Ringfort (Rath), Derrygullinaun, Co. Mayo
Co. Mayo |
Ringforts
A rath, or ringfort, is an early medieval circular earthwork enclosure, typically defined by one or more earthen banks and ditches, and used as a farmstead and place of security.
What makes this particular example in Derrygullinaun quietly arresting is not what remains but what has been methodically erased. A straight field fence cuts across what was once a complete circular enclosure, and everything to the north of that line has been levelled so thoroughly that only the faint curve of a later field boundary betrays where the outer bank once ran.
Ordnance Survey maps chart the disappearance in stages. The 1838 six-inch map shows the rath as a substantial circular enclosure with both an inner ring and an outer ring. By the time the more detailed twenty-five-inch plan was drawn, surveyors could still record a subcircular embanked enclosure roughly twenty metres across, set within two outer banks and an intervening fosse, a ditch designed to reinforce the defences. But on the 1930 six-inch map, the rath appears as a D-shape with only one external bank, the northern third already gone. Today the surviving portion is a slightly raised semicircle, about twenty-three metres east to west and fifteen metres north to south, with an earthen inner bank still standing to just over a metre on its outer face, and a single outer bank reduced in places to a low scarp whose drop is amplified by the natural fall of the north-south ridge on which the rath sits. There is no longer any trace of the fosse or second outer bank that once completed the circuit.
The interior is now effectively inaccessible, ringed densely with hazel, hawthorn, and brambles that have grown into an almost impenetrable thicket. The rath occupies the top of a ridge with a steep drop to the east and a gentler slope to the west, and from the surrounding pasture the views extend across undulating terrain and wide expanses of bog in both directions, a landscape that gives some sense of why this elevated position was chosen in the first place.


> [EXERCISE DIRECTIONS] Your response should contain every line from the data below that holds the string "bounding".

(Beginning of GIVEN DATA)

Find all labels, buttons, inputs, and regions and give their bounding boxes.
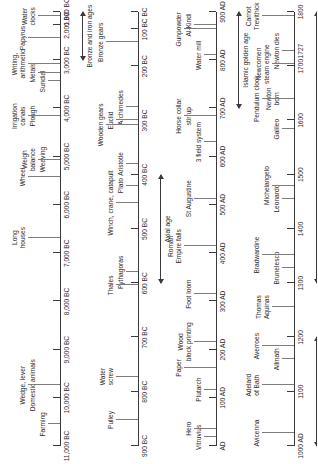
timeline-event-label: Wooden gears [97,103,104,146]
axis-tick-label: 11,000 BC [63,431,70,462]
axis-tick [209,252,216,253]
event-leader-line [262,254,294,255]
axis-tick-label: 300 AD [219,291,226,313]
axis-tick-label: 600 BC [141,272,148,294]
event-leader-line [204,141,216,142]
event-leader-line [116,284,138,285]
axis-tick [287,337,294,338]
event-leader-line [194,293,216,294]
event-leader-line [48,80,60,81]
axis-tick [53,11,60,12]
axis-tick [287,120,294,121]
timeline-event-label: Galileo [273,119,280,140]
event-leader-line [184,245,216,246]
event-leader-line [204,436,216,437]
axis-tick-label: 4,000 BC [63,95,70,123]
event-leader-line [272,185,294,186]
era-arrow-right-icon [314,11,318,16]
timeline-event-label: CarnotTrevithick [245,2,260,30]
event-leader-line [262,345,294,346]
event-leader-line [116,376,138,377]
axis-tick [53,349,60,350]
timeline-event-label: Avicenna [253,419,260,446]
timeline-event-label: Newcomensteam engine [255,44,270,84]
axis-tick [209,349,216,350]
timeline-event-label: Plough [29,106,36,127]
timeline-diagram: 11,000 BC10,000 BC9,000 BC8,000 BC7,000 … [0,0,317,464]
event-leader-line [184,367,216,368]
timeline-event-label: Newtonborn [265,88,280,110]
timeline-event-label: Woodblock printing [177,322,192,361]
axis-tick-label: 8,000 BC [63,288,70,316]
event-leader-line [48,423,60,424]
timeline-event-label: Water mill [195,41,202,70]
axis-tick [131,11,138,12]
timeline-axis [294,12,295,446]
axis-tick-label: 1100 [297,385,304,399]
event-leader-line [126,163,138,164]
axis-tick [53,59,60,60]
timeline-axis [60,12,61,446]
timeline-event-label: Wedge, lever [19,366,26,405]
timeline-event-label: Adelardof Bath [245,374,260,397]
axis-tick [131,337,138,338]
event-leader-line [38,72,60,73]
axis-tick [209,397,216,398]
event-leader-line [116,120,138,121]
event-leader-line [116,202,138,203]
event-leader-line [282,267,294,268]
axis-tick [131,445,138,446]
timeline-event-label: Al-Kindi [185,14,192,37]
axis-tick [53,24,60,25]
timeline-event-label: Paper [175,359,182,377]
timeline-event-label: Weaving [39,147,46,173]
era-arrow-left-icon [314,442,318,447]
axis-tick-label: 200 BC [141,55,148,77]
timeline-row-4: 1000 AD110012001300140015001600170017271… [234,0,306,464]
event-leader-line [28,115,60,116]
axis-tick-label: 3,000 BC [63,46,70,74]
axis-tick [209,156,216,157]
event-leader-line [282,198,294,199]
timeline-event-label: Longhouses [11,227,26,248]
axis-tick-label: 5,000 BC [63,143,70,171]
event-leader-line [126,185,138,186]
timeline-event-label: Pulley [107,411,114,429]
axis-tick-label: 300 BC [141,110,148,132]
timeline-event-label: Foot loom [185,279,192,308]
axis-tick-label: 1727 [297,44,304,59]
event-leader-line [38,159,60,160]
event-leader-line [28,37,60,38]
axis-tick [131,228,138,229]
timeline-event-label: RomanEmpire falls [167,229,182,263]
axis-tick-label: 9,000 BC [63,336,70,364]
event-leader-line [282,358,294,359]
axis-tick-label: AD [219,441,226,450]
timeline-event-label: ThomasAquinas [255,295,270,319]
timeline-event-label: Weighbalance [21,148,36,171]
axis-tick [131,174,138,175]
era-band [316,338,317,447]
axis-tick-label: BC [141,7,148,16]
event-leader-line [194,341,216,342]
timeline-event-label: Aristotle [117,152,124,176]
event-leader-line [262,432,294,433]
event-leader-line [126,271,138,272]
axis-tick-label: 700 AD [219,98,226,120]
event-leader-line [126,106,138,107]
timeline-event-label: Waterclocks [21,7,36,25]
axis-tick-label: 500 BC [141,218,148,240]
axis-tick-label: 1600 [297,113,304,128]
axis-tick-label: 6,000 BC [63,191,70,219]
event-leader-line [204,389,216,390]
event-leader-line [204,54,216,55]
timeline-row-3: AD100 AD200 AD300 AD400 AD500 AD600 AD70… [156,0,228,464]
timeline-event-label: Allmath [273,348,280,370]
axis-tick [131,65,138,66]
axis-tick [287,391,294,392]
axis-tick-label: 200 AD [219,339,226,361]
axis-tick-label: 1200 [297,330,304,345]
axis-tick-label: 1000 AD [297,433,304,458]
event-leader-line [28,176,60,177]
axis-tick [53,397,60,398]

(End of GIVEN DATA)
(Beginning of GIVEN DATA)

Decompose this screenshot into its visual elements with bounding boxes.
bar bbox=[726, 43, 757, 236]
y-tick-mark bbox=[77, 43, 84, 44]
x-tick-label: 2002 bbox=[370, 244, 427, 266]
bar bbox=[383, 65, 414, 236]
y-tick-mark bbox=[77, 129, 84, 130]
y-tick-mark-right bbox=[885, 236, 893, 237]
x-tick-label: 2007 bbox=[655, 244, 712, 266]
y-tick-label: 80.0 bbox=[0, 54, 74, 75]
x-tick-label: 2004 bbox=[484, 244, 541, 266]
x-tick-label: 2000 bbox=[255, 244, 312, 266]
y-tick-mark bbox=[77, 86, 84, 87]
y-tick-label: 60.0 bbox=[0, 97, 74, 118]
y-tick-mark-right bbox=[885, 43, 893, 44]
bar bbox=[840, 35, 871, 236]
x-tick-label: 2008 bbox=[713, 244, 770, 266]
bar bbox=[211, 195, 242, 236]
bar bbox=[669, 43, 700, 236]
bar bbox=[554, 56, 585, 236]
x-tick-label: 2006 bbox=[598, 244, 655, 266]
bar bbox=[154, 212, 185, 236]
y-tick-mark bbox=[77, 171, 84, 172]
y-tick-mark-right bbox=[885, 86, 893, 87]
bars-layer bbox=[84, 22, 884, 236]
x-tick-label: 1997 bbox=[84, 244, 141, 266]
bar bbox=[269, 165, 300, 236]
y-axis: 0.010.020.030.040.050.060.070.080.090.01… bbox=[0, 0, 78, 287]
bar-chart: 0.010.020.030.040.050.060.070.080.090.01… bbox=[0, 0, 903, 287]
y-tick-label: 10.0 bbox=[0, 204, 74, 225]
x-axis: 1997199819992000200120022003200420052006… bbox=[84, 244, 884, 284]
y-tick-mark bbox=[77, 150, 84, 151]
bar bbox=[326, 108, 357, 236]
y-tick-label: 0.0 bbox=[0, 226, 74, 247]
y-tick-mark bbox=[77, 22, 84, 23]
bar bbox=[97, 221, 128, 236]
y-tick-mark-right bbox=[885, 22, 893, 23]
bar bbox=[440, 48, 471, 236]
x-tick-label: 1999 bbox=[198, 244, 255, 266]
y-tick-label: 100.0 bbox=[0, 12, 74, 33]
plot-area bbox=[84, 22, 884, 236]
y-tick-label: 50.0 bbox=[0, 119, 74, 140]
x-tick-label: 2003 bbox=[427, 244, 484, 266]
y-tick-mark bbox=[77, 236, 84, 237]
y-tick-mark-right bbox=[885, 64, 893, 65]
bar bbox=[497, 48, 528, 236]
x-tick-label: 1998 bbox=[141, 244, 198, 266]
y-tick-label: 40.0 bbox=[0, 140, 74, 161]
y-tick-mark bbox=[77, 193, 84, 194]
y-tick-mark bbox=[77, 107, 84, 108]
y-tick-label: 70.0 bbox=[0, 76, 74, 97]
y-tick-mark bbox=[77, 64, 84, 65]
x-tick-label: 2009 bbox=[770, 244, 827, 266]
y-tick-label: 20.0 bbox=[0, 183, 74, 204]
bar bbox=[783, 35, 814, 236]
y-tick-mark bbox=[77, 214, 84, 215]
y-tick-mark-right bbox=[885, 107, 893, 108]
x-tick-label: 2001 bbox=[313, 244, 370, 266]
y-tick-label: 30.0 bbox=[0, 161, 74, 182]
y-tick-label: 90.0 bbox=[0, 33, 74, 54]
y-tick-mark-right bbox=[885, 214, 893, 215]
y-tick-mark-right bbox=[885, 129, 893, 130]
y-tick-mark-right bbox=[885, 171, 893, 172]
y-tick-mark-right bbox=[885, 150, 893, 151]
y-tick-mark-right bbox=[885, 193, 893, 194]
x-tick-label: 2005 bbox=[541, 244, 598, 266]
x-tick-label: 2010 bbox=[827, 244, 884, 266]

(End of GIVEN DATA)

> [ANSWER TO THE EXERCISE]
Find all labels, buttons, inputs, and regions and give their bounding boxes.
Decompose this screenshot into its visual elements with bounding boxes.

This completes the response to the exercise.